Spring 2012, Detroit Suburb
I was running late to my internship. I had lost my grandmother weeks before. I was carrying a full social worker caseload, finishing my graduate program, and white-knuckling through every single day.
A colleague I will call Linda stopped me in the hallway. She tilted her head and said the sentence that changed the rest of my life.
“Is it all becoming too much? Are you just surviving right now?”
I had been surviving since I was seven years old. I had just never had a word for it. That one question cracked open every belief I had about strength, high-functioning, and what it actually costs to live in your nervous system on high alert for two decades.
Dignity Dream is what happened after I answered that question honestly. First for myself. Then for my clients. Then for the book I wrote so other women would not need a Linda to name what was happening in their body.
I did not grow up with white picket fences. My childhood was marked by struggle, hardship, and instability. I learned early that you fight for what you want and you keep fighting to hold onto it.
I also learned the one pattern that shapes so many of the women I work with now. I learned to take care of everyone around me and call that love. I became the fixer, the anchor, the one who stayed calm when other people fell apart.
None of that made me broken. It made me resourceful, protective, and exhausted. It made me a future therapist. It gave me the lived experience that no textbook could give me. And it is the reason every product in this shop is built by someone who has actually been where you are.
I learned how to save everyone around me while I drowned in the background.From my own story
The Training Behind The Brand
Dignity Dream is not a hobby brand built on aesthetic alone. Every tool you see was developed by a licensed clinician who has spent the last fifteen years inside real therapy rooms with real survivors.
Starting in community mental health, moving through crisis response, and landing in private clinical practice.
Specialized work with trauma survivors, women recovering from narcissistic and emotionally abusive relationships, and clients rebuilding their nervous systems.
Master of Social Work. Licensed Master Social Worker. Trained in trauma-informed care, attachment, and somatic approaches.
Trained in CBT, DBT, and trauma-informed care. The same evidence-based frameworks I use in private sessions live inside every Dignity Dream tool.
How I Work
In session and on this website, my work draws on three evidence-based approaches. None of them are bubble baths. All of them are designed to help your nervous system feel safer in the body you actually live in.
For the spiraling thoughts, the inner critic, and the survival-mode beliefs that quietly run your decisions. We notice them, name them, and rewrite them.
For the big feelings, the relational stuff, and the moments when “just regulate” is not enough. Real skills for distress, emotion, boundaries, and presence.
The lens that holds the other two. We move at the pace of your body, not your timeline. Safety first, always. Your nervous system is the expert in the room.
Who Dignity Dream Is For
Dignity Dream was not built for everyone. It was built for a very specific kind of woman, and if any of this sounds like your inner monologue, you are exactly who I made this for.
The fixer, the planner, the friend everyone calls when something breaks. She has a full calendar and a full chest, and she does not know who to call when she is the one breaking.
On time, well-dressed, smiling, capable. Nobody around her knows that the cost of holding all of this together is showing up in her sleep, her body, her relationships, and her quiet weekend tears.
Maybe since childhood. Maybe since a relationship she is still recovering from. She does not need another graphic telling her to “just breathe.” She needs language, frameworks, and someone who actually understands what she has been carrying.
I have spent fifteen years watching women save everyone else and come home empty. I have watched them apologize for needing rest. I have watched them call exhaustion “being strong.”
Dignity Dream exists so that the next woman does not need a Linda. She does not need to wait for someone else to notice. She can pick up a journal, a workshop, a script, or a membership, and she can begin. Today.
Healing from survival mode is possible. I know because I did it. I know because my clients did it. And I know you can too.
Where You Can Start
Whether you are starting with a free tool or ready for the full circle, pick what fits where you are today.
Grab the Am I In Survival Mode assessment and the starter boundary scripts. No credit card. Just the first real step.
Get The Free LibraryThe full library, monthly workshops, and a private space to do the work with other women who actually get it. Founding rate locked for life.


→ **TO DO**
From the line below that contains "This screenshot has height=354, width=481." to the line that contains "This screenshot has height=385, width=651.", repeat every line exactly, both ends included, and nothing else.

Collected data entries:
───
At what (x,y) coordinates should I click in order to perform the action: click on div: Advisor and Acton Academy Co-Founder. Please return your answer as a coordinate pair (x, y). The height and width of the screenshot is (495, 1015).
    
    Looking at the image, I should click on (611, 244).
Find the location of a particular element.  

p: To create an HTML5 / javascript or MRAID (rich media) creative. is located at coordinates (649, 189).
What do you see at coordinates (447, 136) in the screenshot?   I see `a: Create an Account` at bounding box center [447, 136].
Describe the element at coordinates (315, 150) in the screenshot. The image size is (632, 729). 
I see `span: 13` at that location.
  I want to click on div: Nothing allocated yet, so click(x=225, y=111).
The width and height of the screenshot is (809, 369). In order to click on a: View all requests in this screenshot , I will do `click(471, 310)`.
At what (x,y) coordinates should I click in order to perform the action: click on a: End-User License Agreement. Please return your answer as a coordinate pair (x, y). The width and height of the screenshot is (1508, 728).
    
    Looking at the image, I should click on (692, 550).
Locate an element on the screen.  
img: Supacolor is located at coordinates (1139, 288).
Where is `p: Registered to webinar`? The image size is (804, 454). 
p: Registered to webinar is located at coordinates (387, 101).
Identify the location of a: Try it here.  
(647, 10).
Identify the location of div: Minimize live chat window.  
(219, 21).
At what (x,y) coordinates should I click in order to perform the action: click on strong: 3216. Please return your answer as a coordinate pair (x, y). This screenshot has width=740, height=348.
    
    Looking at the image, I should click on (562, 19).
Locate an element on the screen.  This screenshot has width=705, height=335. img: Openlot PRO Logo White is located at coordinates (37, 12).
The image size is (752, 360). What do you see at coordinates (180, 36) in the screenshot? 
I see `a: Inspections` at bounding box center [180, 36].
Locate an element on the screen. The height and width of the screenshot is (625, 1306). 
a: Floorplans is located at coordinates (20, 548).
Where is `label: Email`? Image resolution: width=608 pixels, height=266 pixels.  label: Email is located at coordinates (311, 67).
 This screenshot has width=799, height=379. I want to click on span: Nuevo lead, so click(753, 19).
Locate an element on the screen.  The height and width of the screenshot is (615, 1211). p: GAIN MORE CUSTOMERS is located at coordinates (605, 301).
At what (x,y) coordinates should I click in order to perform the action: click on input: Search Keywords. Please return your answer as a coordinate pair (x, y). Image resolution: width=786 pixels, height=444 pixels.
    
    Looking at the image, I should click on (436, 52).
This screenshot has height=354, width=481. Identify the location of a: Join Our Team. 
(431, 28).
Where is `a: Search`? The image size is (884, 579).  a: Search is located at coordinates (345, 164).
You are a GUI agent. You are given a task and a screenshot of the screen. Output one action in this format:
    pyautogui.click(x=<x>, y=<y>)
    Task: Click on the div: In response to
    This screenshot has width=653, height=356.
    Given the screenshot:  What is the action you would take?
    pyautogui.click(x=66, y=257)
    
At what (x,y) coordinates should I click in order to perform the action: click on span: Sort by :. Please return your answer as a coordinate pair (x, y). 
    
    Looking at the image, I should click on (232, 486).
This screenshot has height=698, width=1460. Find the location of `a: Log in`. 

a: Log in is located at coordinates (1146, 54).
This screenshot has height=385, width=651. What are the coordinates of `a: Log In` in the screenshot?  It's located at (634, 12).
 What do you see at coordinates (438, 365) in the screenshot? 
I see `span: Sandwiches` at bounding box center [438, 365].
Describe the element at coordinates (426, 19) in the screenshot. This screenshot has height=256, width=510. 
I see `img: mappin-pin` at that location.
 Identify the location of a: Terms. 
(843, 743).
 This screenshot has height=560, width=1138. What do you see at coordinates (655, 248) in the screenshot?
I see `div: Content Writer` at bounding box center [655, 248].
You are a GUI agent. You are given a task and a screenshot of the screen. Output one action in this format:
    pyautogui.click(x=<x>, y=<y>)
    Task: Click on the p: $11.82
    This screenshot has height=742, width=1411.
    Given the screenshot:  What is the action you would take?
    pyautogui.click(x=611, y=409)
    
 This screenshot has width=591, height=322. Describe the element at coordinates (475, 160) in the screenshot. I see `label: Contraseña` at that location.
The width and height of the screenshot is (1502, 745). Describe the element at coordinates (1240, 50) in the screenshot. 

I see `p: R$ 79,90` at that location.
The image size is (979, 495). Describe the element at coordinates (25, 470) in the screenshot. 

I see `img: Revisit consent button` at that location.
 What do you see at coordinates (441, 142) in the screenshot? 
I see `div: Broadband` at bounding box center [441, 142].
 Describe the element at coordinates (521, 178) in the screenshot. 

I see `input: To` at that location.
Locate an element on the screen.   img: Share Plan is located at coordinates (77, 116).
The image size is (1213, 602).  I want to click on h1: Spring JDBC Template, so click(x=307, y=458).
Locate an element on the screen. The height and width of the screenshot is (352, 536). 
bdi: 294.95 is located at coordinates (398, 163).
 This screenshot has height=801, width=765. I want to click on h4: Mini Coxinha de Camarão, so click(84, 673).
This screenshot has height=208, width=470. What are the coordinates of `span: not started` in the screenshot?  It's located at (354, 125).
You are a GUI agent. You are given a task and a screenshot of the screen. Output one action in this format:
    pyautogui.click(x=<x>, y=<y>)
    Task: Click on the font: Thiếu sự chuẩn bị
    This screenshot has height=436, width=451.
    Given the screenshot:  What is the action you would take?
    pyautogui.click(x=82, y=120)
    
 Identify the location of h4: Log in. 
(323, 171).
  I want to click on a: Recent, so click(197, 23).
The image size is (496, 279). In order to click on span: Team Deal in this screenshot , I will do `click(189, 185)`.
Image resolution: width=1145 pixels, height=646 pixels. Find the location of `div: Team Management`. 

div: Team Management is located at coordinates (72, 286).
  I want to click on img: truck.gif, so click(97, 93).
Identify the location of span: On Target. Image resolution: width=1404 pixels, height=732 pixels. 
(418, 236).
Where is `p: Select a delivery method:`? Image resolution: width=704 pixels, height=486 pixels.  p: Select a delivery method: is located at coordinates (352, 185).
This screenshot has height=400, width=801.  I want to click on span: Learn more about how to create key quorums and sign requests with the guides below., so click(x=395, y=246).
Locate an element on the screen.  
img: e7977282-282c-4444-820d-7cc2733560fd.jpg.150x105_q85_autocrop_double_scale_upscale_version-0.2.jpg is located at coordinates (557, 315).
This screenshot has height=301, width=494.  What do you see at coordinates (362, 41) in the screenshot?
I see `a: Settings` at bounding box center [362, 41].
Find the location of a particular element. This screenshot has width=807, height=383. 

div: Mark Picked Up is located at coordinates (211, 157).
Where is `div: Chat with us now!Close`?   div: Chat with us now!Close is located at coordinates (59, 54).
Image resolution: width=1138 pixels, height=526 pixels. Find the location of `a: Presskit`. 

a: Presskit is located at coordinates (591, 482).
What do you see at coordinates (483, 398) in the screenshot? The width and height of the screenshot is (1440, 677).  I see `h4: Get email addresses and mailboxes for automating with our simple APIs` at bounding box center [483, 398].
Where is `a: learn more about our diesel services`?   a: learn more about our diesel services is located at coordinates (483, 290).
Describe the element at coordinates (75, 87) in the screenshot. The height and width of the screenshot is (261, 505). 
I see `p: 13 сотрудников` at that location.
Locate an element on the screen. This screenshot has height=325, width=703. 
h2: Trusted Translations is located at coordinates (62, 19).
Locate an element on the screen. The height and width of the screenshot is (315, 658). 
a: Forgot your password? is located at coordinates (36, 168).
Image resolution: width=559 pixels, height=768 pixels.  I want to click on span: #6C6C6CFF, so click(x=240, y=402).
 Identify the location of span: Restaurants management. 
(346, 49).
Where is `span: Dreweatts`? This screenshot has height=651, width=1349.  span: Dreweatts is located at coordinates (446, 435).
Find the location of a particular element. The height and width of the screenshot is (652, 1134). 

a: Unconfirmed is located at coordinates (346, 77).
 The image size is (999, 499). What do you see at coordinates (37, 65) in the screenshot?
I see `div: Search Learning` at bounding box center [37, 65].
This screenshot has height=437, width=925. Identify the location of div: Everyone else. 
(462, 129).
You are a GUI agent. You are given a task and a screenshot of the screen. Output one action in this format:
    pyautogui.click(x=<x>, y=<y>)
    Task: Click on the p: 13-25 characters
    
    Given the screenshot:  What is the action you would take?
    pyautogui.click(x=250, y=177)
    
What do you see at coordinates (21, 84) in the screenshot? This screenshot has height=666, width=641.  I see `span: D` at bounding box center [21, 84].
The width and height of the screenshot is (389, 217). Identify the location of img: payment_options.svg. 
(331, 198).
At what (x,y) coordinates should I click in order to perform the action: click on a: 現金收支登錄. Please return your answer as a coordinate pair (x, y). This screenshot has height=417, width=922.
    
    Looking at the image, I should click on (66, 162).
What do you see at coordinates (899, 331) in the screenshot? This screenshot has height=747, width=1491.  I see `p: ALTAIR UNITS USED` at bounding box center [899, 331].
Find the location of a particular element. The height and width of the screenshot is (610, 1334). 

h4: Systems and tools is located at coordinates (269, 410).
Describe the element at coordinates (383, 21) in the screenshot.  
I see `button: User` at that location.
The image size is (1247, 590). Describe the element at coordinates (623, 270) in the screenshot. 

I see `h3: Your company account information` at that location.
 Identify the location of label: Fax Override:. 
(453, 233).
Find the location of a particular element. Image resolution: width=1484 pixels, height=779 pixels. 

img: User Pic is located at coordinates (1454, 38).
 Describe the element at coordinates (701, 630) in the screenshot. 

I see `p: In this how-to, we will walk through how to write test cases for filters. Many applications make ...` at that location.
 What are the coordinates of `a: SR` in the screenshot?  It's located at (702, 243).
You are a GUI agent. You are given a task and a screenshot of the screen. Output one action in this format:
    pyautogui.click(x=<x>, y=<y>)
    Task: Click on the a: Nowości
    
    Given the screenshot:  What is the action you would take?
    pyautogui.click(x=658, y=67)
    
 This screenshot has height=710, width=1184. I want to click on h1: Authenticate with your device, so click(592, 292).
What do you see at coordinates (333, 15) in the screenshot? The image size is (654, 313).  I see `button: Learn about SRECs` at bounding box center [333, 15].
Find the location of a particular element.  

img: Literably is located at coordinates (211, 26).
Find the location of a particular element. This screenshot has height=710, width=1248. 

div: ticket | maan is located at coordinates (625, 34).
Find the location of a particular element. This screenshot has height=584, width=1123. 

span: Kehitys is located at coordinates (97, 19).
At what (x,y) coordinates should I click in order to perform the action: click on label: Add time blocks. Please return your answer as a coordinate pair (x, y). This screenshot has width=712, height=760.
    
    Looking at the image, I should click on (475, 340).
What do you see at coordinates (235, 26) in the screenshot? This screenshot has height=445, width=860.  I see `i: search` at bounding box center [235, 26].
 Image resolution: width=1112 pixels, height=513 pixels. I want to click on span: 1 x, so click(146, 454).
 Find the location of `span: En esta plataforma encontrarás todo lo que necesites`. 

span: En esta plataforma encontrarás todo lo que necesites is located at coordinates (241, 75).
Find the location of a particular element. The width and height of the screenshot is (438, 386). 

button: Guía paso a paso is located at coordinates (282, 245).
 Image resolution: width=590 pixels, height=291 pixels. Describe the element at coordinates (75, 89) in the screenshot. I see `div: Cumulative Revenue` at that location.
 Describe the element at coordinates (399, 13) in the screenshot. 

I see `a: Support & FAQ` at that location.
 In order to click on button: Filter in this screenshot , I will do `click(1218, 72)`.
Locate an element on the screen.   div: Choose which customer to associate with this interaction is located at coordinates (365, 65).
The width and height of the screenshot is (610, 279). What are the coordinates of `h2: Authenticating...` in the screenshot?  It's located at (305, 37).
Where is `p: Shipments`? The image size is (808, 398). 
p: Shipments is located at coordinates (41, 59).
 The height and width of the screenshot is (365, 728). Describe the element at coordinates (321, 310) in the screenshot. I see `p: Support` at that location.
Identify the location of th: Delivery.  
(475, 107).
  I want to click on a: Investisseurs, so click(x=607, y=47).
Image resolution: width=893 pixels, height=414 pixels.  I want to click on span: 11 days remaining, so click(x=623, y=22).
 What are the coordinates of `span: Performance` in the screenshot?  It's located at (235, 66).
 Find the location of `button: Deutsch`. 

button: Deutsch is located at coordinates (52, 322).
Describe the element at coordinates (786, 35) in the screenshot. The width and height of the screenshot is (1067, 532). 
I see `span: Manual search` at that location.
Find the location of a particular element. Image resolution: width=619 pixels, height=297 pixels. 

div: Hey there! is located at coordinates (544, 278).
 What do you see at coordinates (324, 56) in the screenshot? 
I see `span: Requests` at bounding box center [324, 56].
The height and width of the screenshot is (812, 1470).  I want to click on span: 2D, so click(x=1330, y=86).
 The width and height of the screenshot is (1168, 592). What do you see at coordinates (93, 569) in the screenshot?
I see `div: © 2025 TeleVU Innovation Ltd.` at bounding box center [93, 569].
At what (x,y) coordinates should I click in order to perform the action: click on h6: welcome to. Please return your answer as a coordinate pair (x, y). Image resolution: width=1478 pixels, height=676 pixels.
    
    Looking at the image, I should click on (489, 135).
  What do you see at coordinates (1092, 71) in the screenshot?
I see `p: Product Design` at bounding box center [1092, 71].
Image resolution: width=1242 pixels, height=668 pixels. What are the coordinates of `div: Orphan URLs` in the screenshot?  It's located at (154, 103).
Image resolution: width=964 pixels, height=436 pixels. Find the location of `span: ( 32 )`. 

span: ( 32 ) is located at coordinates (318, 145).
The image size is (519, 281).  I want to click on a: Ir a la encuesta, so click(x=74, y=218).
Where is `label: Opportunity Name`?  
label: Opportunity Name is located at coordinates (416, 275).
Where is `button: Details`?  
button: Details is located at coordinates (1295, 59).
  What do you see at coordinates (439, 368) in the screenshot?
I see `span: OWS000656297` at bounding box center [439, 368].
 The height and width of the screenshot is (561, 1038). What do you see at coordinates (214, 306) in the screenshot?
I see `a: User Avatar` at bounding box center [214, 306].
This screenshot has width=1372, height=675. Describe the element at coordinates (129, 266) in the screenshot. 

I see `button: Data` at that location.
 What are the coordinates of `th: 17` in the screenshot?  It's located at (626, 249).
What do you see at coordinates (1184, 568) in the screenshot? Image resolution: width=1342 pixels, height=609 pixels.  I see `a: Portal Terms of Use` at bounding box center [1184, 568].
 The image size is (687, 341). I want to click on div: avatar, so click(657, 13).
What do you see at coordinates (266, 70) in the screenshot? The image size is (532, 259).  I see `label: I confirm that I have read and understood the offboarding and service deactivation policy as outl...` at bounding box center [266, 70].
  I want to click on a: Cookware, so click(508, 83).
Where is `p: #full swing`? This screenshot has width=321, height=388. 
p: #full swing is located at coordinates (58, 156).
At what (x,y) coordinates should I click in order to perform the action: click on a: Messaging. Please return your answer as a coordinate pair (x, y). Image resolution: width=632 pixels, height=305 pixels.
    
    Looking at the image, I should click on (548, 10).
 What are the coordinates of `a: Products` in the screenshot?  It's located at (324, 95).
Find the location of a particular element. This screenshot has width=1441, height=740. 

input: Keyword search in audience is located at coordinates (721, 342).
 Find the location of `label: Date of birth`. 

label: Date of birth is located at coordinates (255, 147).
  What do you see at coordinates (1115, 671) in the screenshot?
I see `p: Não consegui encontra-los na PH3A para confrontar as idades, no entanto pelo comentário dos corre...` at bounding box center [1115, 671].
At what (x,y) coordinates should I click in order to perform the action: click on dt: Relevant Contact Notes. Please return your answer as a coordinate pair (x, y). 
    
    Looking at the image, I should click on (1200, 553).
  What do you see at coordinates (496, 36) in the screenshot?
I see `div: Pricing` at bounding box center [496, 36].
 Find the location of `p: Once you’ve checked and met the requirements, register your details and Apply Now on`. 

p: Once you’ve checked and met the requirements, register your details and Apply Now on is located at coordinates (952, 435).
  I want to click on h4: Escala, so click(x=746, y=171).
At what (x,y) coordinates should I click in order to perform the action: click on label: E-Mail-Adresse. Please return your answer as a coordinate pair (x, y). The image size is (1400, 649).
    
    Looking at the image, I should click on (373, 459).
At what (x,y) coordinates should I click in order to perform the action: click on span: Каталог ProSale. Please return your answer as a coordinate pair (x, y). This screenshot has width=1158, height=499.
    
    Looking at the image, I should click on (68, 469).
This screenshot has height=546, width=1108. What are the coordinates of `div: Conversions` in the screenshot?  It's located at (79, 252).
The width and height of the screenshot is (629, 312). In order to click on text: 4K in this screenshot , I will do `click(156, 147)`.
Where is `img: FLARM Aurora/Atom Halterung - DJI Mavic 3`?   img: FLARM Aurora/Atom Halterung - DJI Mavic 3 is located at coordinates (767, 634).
───
→ **FINAL ANSWER**
This screenshot has height=354, width=481. Identify the location of a: Join Our Team. 
(431, 28).
Where is `a: Search`? The image size is (884, 579).  a: Search is located at coordinates (345, 164).
You are a GUI agent. You are given a task and a screenshot of the screen. Output one action in this format:
    pyautogui.click(x=<x>, y=<y>)
    Task: Click on the div: In response to
    This screenshot has width=653, height=356.
    Given the screenshot:  What is the action you would take?
    pyautogui.click(x=66, y=257)
    
At what (x,y) coordinates should I click in order to perform the action: click on span: Sort by :. Please return your answer as a coordinate pair (x, y). 
    
    Looking at the image, I should click on (232, 486).
This screenshot has height=698, width=1460. Find the location of `a: Log in`. 

a: Log in is located at coordinates (1146, 54).
This screenshot has height=385, width=651. What are the coordinates of `a: Log In` in the screenshot?  It's located at (634, 12).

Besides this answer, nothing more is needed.